“Mustafa is Mustafa. Mustafa will always be Mustafa. Mustafa can do good things, and he will still be Mustafa. Mustafa does not change. Mustafa can do bad things, and he will still be the same Mustafa.” Mustafa paused and looked at me. “I like doing bad things.”
He smiled. This he was relishing. Yes, there it is, the statement of fact. Good or bad, and who the hell would ever know the difference. And he likes that, just loves it. He can’t stop looking at me and I can’t stop saying how interesting it is that he just wants to damn the whole world. Those eyes, darker than anything you can imagine. We say nothing for a little while. Then he breaks the silence. “What do you know about counterfeiting?”
When I ran into Mustafa near Guangzhou, the only thing I knew about him was that he could dance. When he dances it’s like lightning bolts are hitting his shoulders. His arms swoop down and back up, graceful spasms of someone willing the music into his body. I wasn’t the only one to notice, not by far. He had a crowd around him, cell phone cameras pointed as before a rock star. None of the others here evoked peals from slender girls clutching their boyfriends’ arms, not the two young Muslims from the west, looking 10 and 14, themselves also roasting lamb and dancing next to their mother, but terribly, not the baozi minders, the oyster grillers, the sugar cane dispensers, the water vendors, the squid basters, not the coconut drillers, nor the purveyors of pocket knives, handmade pink chickens, Buddhist chanting cds, live rabbits, fortunes, electric trains and pinwheels, who stand yelling out prices to people who stare at them for a second and then yell right back. No, he was alone in this show. His frosted hair (deep and almost reddish under the crown of artificial blonde) was back in a ponytail and his shirt, white with a multi-colored quasi ascot astride the scores of brown oil stains, was loose and open to let the air flow in so everything was good and he could just ride the beat for a while. I asked him why he danced. He said he loved to dance, always had since his childhood in that faraway place. He grinned a massive grin, and twiddled his shoulders a bit, just to show off.
He’s a hard man to forget. When he’s roasting meat and dancing he can be resplendent in his sunglasses, electric energy amidst the smoke of endless rows of grills. I first saw him far to the north of the province, in an old industrial town called Lianzhou that, a few years ago, was seized on by urban photographers who turned abandoned factories into gallery space for an international photo festival.
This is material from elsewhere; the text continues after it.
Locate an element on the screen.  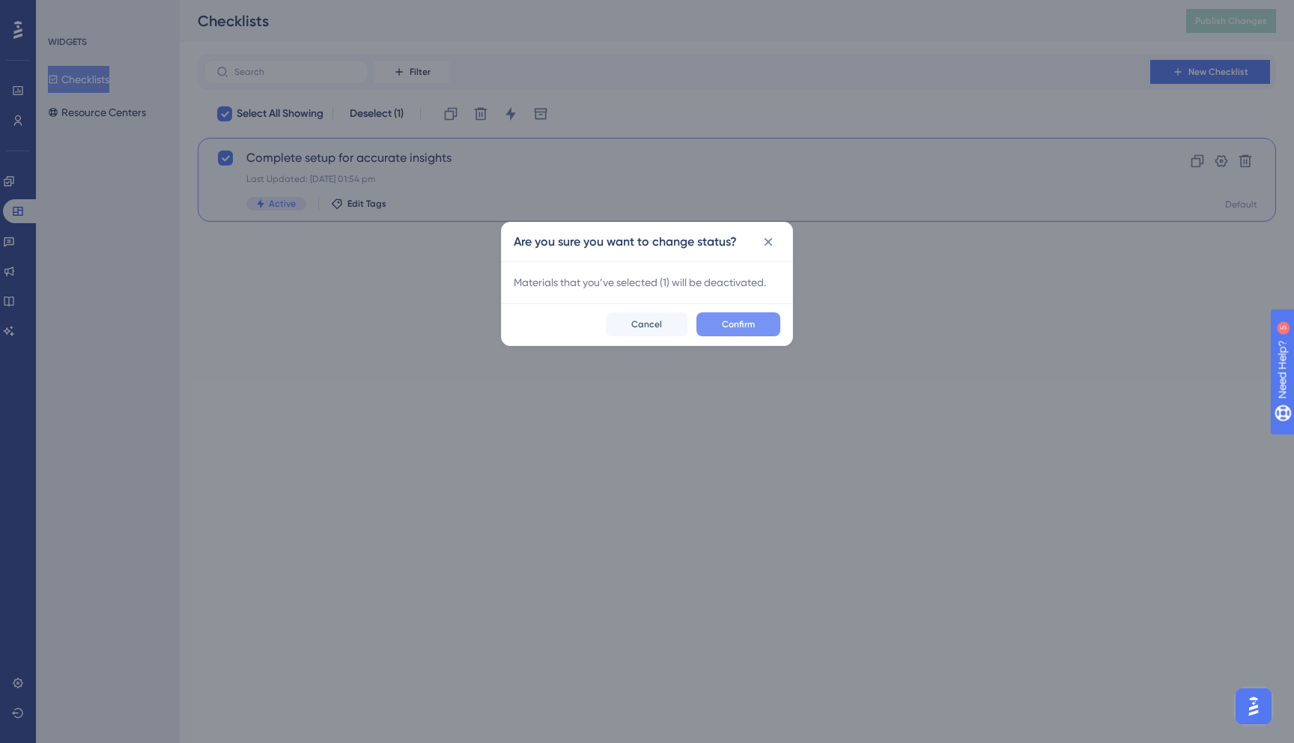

Of course, the vanguard of the new great Chinese cultural awakening needed snacks. Outside of the main town building, next to a replica of a Soviet MiG fighter jet, the food court had set up shop. In the middle of it all, crowds gathered in an arc around this dark skinned wonder, flipping and brushing and flipping and brushing the lamb. Some left with meat but most of them were there just to stare. They were too intimidated by the gyrations to approach and select a skewer, the most expensive meat on offer, thick and rich and nothing like the tiny slivers of flesh his competitors were grilling all around him. No bother. He picked up the roasting sticks of lamb and danced with them, luring the stunned Chinese onlookers to approach the hypnotic, simmering flesh. The breathless intensity reigned for hours.
We talked briefly then, enough for me to wonder how a giddy dancing Pakistani came to grill meat in some now avant-garde artistically reclaimed Chinese backwater derelict town, hours and hours from the economic boom areas that might draw those from afar. I never thought I’d see him again. In the intervening four months, I learned later, he swiveled and bopped through thirteen festivals, temple fairs, gatherings and performances. Every day, it seems, there’s a festival in this country, and, in Guangdong at least, Mustafa and the others were there for almost all of them, grills in tow.
Mustafa is, above all else, a griller of meat. A roaster of the highest order with secrets the Chinese he serves would never begin to understand. These Chinese. People, in fact, not only lacking, utterly, in appreciation for how to grill meat but the unfortunate inheritors of a culture and a country so eager to do things the fast way that they wouldn’t even recognize real meat if it was handed to them on a skewer. The west, where he’s from (well Pakistan by way of Turkey and Xinjiang, but save the details for later) feeds the soon to be speared and charred animals grass and only grass. The Chinese feed their animals trash, literally, oblivious to the fact that a few years down the line they get to eat that same trash themselves. If you ask him, Chinese people are like pigs, exactly like pigs. They don’t get angry, and it’s really hard to piss them off. But when you do piss them off, man they are annoying as hell. Also, they eat whatever you give them.
Mustafa also drinks. He’s a drug smuggler and an orphan, of sorts, and a failing entrepreneur with no thoughts on next week. He’s a wannabe counterfeiter and a smoker and the son of a man, he says, that killed one of his three mothers (but that would take a long time to explain). He’s the twelfth of seventeen siblings. He’s a self-sufficient vagrant set up, for now, in the immigrant-filled, built-from-nothing fantasy land of Shenzhen. He’ll turn 20 soon.